Last night, the Board of Education held a work session on the new graduation requirements, effective for next year’s Freshmen. It’s more than just rising standards, though; there are additional credits required (and thus, fewer electives allowed), as well as new rules on electives.
These are mandates both by the Legislature, and by the State Board of Education. Students will need a total of 22 credits to graduate, as opposed to the current 20.
Math is required for all four years of high school, including Algebra I, Geometry, Algebra II, and a 4th year beyond Algebra II. Even advanced students who begin high school in Algebra II or above, must take math each year.
The big problem for us is not the advanced students, though. It’s those who struggle to pass Algebra 1, and who will have loads of trouble with everything beyond that. There’s no room for failure, as repeating a class would require taking two math classes in the same year.
The number of science credits remains the same, but one of those must be biology, and another must be either chemistry or physics. However, the sequencing has changed, so that biology needn’t necessarily be the freshman year course.
They’ve added a half-credit of "personal finance," which will be integrated into our current civics classes. However, only about half of our freshman take civics, so there will have to be a semester PF class paired with the semester government requirement.
They’ve also added a second semester of required PE, but they do allow local boards to specify through policy that team athletics, band, cheerleading, or school-sponsored intramurals can count for the extra PE credit. The sticky thing is, it has to be taken after the Wellness B class (our current PE requirement), and many students take Wellness B their senior year.
ALL students will be required to take (and pass) two years of foreign language. Rare exceptions are allowed, but only if the parents and student sign a waiver stating that there is no possibility of the student attending college, upon which an additional six CTE (career and technical education) credits are required. That would rule out the possibility of band, orchestra, or other electives.
One of the more nonsensical requirements is that three electives must be in an "area of focus," i.e., fine arts, math and science, or CTE. What this means is that Delta cannot, as Alpha did, divide her electives between orchestra and extra science classes.
The bottom line is, today’s high school students have many fewer options than their parents did, and next year’s freshmen will have still fewer options than their older siblings did. There is no room for experimentation — they’re essentially picking a "major" for high school. Unlike college, there is no room for changing majors.
At 14, a student must choose a path for the rest of her life.

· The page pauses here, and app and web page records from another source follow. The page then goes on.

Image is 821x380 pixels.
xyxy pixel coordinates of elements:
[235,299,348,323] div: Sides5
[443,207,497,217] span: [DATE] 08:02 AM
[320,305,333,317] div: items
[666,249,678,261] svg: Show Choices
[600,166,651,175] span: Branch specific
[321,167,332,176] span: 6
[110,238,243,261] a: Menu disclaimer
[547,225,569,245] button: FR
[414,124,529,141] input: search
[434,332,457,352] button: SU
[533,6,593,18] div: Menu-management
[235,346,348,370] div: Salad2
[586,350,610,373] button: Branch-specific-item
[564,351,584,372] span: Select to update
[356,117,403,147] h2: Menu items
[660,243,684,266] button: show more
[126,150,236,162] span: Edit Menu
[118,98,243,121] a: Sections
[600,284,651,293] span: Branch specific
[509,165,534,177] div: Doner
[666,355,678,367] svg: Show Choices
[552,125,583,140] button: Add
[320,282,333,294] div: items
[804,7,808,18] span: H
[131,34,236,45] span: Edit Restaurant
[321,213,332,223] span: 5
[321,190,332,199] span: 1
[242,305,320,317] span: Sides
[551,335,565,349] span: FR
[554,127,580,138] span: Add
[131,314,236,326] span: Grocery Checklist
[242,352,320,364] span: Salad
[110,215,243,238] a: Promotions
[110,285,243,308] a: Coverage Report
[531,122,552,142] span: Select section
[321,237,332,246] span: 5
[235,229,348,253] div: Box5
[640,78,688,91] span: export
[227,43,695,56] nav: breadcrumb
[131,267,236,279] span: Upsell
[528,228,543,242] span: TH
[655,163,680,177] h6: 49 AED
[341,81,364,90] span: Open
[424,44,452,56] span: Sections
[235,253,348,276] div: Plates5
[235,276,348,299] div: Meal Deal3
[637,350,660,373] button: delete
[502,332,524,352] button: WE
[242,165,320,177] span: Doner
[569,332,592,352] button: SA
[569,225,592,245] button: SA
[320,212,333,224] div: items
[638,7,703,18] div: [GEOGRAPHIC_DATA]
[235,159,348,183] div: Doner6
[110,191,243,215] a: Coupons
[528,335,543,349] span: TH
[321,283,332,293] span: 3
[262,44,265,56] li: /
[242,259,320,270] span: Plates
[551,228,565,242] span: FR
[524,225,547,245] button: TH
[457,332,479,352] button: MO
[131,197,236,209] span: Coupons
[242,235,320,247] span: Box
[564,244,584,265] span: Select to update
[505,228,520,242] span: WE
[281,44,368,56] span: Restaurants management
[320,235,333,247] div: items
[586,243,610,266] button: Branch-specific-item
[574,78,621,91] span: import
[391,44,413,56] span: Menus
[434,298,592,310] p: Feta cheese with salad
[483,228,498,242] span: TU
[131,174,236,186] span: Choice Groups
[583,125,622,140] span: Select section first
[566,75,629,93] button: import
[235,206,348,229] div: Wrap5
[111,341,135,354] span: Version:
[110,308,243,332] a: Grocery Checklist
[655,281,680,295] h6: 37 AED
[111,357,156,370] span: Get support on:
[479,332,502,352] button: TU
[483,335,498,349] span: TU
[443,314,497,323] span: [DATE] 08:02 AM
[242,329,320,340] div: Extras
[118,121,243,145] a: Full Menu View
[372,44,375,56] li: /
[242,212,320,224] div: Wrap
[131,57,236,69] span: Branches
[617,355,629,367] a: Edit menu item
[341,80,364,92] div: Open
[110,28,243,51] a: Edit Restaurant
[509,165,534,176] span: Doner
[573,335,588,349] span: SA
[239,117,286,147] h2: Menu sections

I understand the need for higher standards. But i also understand that you cannot keep adding, unless you take something away, for there are only so many hours in the day.
The school board’s challenge will be to find as many alternatives as can be provided — to let participation in athletis count for that second semester of PE, to be more generous in allowing students to get high school credit for online courses (even online college courses), and to work with students and parents to meet these new requirements without putting our kids in a virtual academic prison.
What were they thinking in Nashville when they passed this stuff?